Moon-travel plans stand poor chance

Courtesy of NASA A concept image shows the Ares I rocket during ascent. The vehicle was intended to ferry humans into space. (Courtesy of NASA)
Robert Block And Mark K. Matthews McClatchy

CAPE CANAVERAL, Fla. – NASA’s plans to return astronauts to the moon are dead. So are the rockets being designed to take them there – that is, if President Barack Obama gets his way.

When the White House releases his budget proposal Monday, there will be no money for the Constellation program that was supposed to return humans to the moon by 2020. The troubled and expensive Ares I rocket that was to replace the space shuttle to ferry humans to space will be gone, along with money for its big brother, the Ares V cargo rocket that was to launch the fuel and supplies needed to take humans back to the moon.
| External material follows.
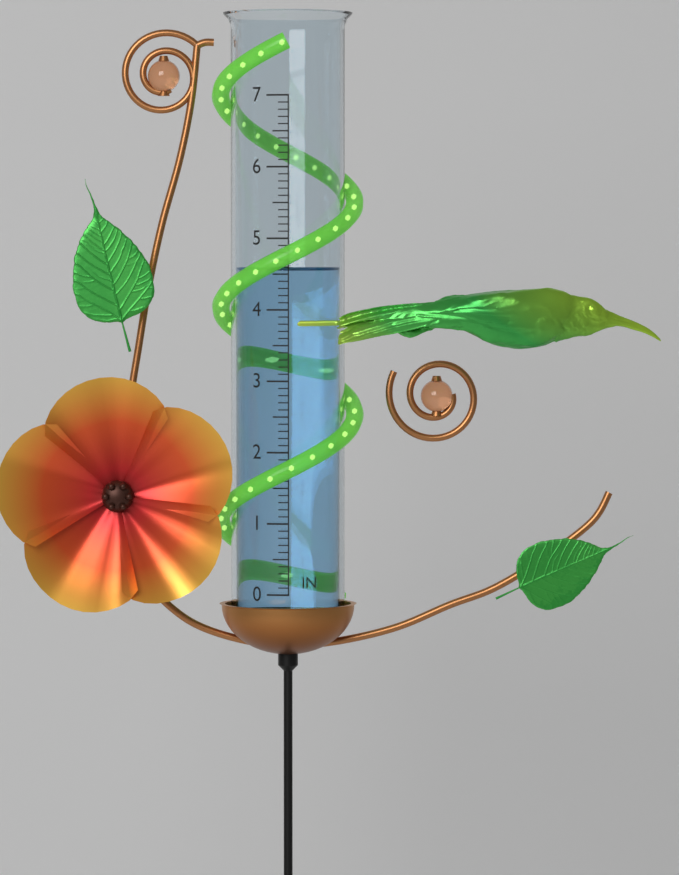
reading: 4.6 in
There will be no lunar landers, no moon bases, no Constellation program at all.

In their place, according to White House insiders, agency officials, industry executives and congressional sources familiar with Obama’s long-awaited plans for the space agency, NASA will look at developing a new “heavy-lift” rocket that one day will take humans and robots to explore beyond low Earth orbit. But that day will be years – possibly even a decade or more – away.
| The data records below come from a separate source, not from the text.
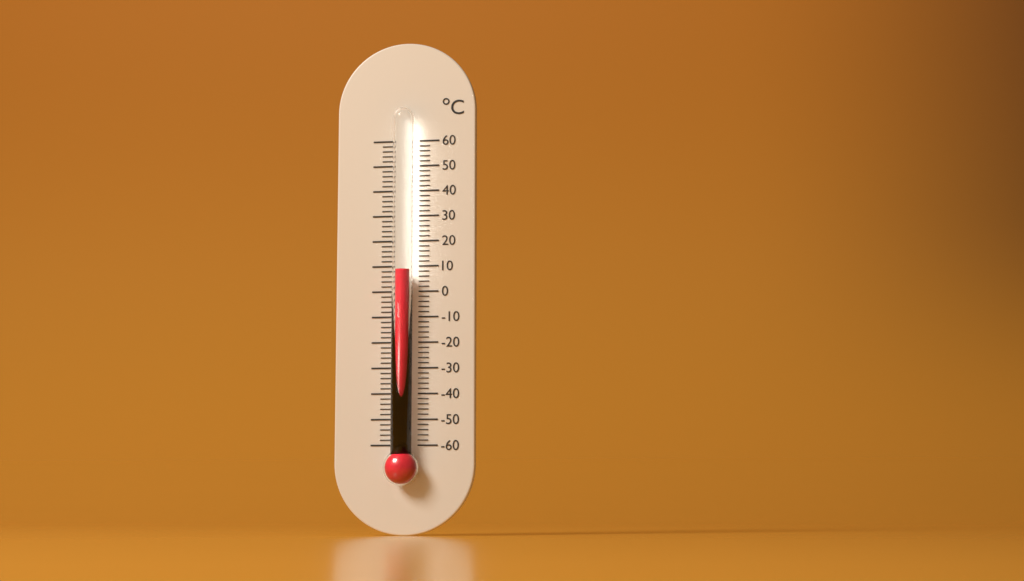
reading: 8 °C
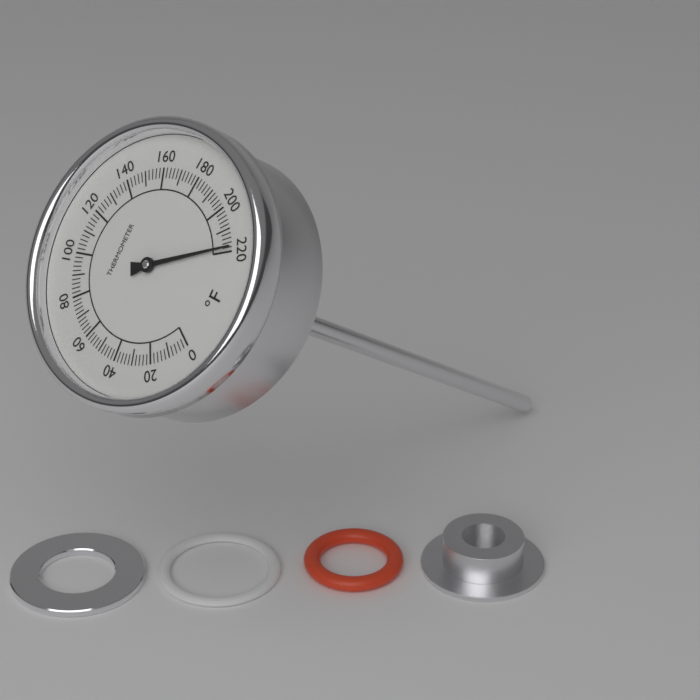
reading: 218 °F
In the meantime, the White House will direct NASA to concentrate on Earth-science projects – principally, researching and monitoring climate change – and on a new technology research and development program that will one day make human exploration of asteroids and the inner solar system possible.

There will also be funding for private companies to develop capsules and rockets that can be used as space taxis to take astronauts on fixed-price contracts to and from the International Space Station – a major change in the way the agency has done business for the past 50 years.
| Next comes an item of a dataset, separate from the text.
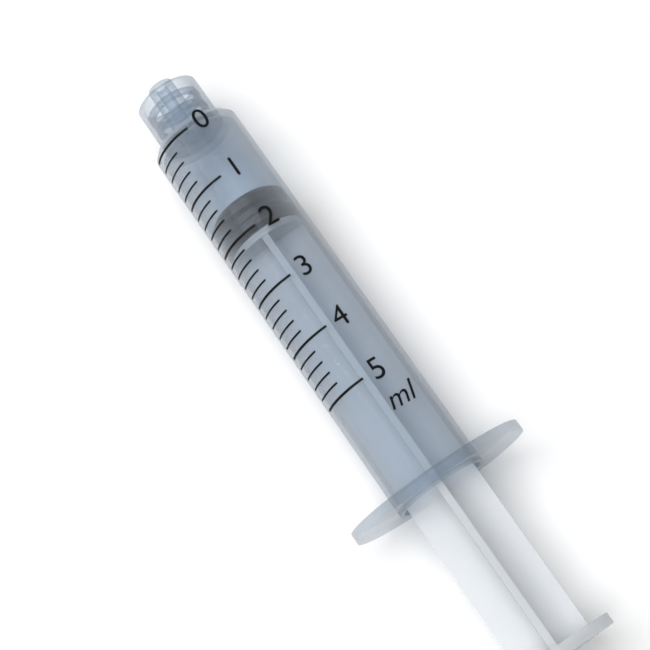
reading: 1.4 ml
The White House budget request, which is certain to meet fierce resistance in Congress, scraps the Bush administration’s Vision for Space Exploration and signals a major reorientation of NASA, especially in the area of human spaceflight.

“We certainly don’t need to go back to the moon,” said one administration official.

Everyone interviewed for this article spoke on condition of anonymity. All are familiar with the broad sweep of Obama’s budget proposal, but none would talk about specific numbers because these are being tightly held by the White House until the release of the budget.

But senior administration officials say the spending freeze for some federal agencies is not going to apply to the space agency in this budget proposal. Officials said NASA was expected to see some “modest” increase in its current $18.7 billion annual budget – possibly $200 million to $300 million more but far less than the $1 billion boost agency officials had hoped for.

They also said that the White House plans to extend the life of the International Space Station to at least 2020. One insider said there would be an “attractive sum” of money – to be spent over several years – for private companies to make rockets to carry astronauts there.

But Obama’s budget freeze is likely to hamstring NASA in coming years as the spending clampdown will eventually shackle the agency and its ambitions. And this year’s funding request to develop both commercial rockets and a new NASA spaceship will be less than what was recommended by a White House panel of experts last year.

That panel, led by former Lockheed Martin CEO Norm Augustine, concluded that to have a viable human space-exploration program, NASA needed a $3 billion annual budget increase, and that it would take as much as $5 billion distributed over five years to develop commercial rockets that could carry astronauts safely to and from the space station.

Few doubt that a fight is looming. In order to finance new science and technology programs and find money for commercial rockets, Obama will be killing off programs that have created jobs in some powerful constituencies, including the Marshall Space Flight Center in Alabama. But the White House is said to be ready for a fight.

The end of the shuttle program this year is already going to slash 7,000 jobs at Kennedy Space Center.